My company has about 200 repos for microservices and libraries that we share. It's largely been great, but it's hard to keep DRY at the organizational level. We'll often have a large amount of package.json
, webpack.config.js
, .babelrc
, .github/workflows
and similar infrastructure-level code that gets copied in though templates or copy/pasted from different GitHub repos.
Obviously a great way of minimizing duplication in source code is breaking code out to a library and installing it as a separate package. What's the best way to keep infrastructure code DRY?
I can think of a few options:
Copy/paste
When creating a repo, just copy/paste another repo's infrastructure code over. Simple.
Pros
- Simplest approach when writing
- Explicit dependencies
- Effectively freezing code
Cons
- Lots of manual maintenance
- Code surface increases, abstraction decreases
- Requires developers parse through lots of (possibly) unfamiliar code
GitHub templates
Use GitHub templates to create new repos. Keep templates up to date. Possibly update repos via a script to pull template updates.
Pros
- Slightly more structured than copy/pasting
- Provides an ideal standard for other repositories
Cons
- Still requires lots of manual upkeep
- Functionally similar cons to copy/pasting
Include from parent repository
Add your new repo as a submodule of some other parent repo that contains infrastructure code. Either reference parent infrastructure or automatically copy parent code over (e.g. at build time).
Pros
- Single source of truth for infrastructure code
- Explicit dependency tracking
Cons
- Requires strong dependent relationship between parent and child repo
- Change to parent repo could break multiple children easily
Include as submodules
All infrastructure dependencies reference external repos that contain the deps. Potentially version-pinned to commit hashes.
Pros
- Single source of truth for infrastructure code
- Explicit versioned dependency tracking
Cons
- (afaik) no readily-available tools to manage this
- Dealing with submodules is not fun.
- (afaik) Not possible to grab one file from one revision of a separate repo
Have I missed any major pros/cons? What other ways would you minimize code surface of scaffolding/infrastructure code?
A
may be an input to the infrastructure build pipeline). Though this sounds to be in contention with the microservice methodology, it may be worthwhile to separate the build pipeline and the code if the majority of microservices are deployed the same way.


• Try it:
Each record should be written out exactly as given.

• Records for this exercise:
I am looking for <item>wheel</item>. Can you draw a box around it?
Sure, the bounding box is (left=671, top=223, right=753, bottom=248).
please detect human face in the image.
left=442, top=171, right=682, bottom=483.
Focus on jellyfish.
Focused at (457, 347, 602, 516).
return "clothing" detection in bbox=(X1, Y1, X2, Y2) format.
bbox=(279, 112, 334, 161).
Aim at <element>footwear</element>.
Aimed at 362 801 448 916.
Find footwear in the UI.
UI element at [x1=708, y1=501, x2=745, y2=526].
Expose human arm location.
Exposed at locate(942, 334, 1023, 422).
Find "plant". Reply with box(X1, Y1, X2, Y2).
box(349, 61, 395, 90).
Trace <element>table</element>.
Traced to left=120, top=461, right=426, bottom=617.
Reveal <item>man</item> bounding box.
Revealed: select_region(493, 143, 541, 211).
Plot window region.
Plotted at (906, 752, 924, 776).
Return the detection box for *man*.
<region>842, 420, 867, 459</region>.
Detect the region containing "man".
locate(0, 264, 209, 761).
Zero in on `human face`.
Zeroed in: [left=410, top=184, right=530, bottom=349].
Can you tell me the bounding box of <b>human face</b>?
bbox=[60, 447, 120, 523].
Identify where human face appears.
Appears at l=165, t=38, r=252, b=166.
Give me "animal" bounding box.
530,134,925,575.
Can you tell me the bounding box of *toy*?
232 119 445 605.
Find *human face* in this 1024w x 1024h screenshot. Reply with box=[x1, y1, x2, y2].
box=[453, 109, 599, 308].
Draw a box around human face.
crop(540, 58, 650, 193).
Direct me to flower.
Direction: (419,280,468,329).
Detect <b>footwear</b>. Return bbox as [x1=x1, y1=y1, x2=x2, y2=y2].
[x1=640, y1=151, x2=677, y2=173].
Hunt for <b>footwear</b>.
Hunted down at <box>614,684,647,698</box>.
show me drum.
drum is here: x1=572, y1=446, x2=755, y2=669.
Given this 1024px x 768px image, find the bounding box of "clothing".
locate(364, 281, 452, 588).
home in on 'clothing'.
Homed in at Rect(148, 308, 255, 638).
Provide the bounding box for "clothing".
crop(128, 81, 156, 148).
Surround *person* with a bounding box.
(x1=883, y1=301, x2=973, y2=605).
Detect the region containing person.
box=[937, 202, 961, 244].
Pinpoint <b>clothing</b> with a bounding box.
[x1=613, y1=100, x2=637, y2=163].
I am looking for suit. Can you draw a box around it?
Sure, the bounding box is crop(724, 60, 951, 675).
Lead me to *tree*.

• Answer for this exercise:
I am looking for <item>wheel</item>. Can you draw a box around it?
Sure, the bounding box is (left=671, top=223, right=753, bottom=248).
please detect human face in the image.
left=442, top=171, right=682, bottom=483.
Focus on jellyfish.
Focused at (457, 347, 602, 516).
return "clothing" detection in bbox=(X1, Y1, X2, Y2) format.
bbox=(279, 112, 334, 161).
Aim at <element>footwear</element>.
Aimed at 362 801 448 916.
Find footwear in the UI.
UI element at [x1=708, y1=501, x2=745, y2=526].
Expose human arm location.
Exposed at locate(942, 334, 1023, 422).
Find "plant". Reply with box(X1, Y1, X2, Y2).
box(349, 61, 395, 90).
Trace <element>table</element>.
Traced to left=120, top=461, right=426, bottom=617.
Reveal <item>man</item> bounding box.
Revealed: select_region(493, 143, 541, 211).
Plot window region.
Plotted at (906, 752, 924, 776).
Return the detection box for *man*.
<region>842, 420, 867, 459</region>.
Detect the region containing "man".
locate(0, 264, 209, 761).
Zero in on `human face`.
Zeroed in: [left=410, top=184, right=530, bottom=349].
Can you tell me the bounding box of <b>human face</b>?
bbox=[60, 447, 120, 523].
Identify where human face appears.
Appears at l=165, t=38, r=252, b=166.
Give me "animal" bounding box.
530,134,925,575.
Can you tell me the bounding box of *toy*?
232 119 445 605.
Find *human face* in this 1024w x 1024h screenshot. Reply with box=[x1, y1, x2, y2].
box=[453, 109, 599, 308].
Draw a box around human face.
crop(540, 58, 650, 193).
Direct me to flower.
Direction: (419,280,468,329).
Detect <b>footwear</b>. Return bbox as [x1=x1, y1=y1, x2=x2, y2=y2].
[x1=640, y1=151, x2=677, y2=173].
Hunt for <b>footwear</b>.
Hunted down at <box>614,684,647,698</box>.
show me drum.
drum is here: x1=572, y1=446, x2=755, y2=669.
Given this 1024px x 768px image, find the bounding box of "clothing".
locate(364, 281, 452, 588).
home in on 'clothing'.
Homed in at Rect(148, 308, 255, 638).
Provide the bounding box for "clothing".
crop(128, 81, 156, 148).
Surround *person* with a bounding box.
(x1=883, y1=301, x2=973, y2=605).
Detect the region containing person.
box=[937, 202, 961, 244].
Pinpoint <b>clothing</b> with a bounding box.
[x1=613, y1=100, x2=637, y2=163].
I am looking for suit. Can you draw a box around it?
Sure, the bounding box is crop(724, 60, 951, 675).
Lead me to *tree*.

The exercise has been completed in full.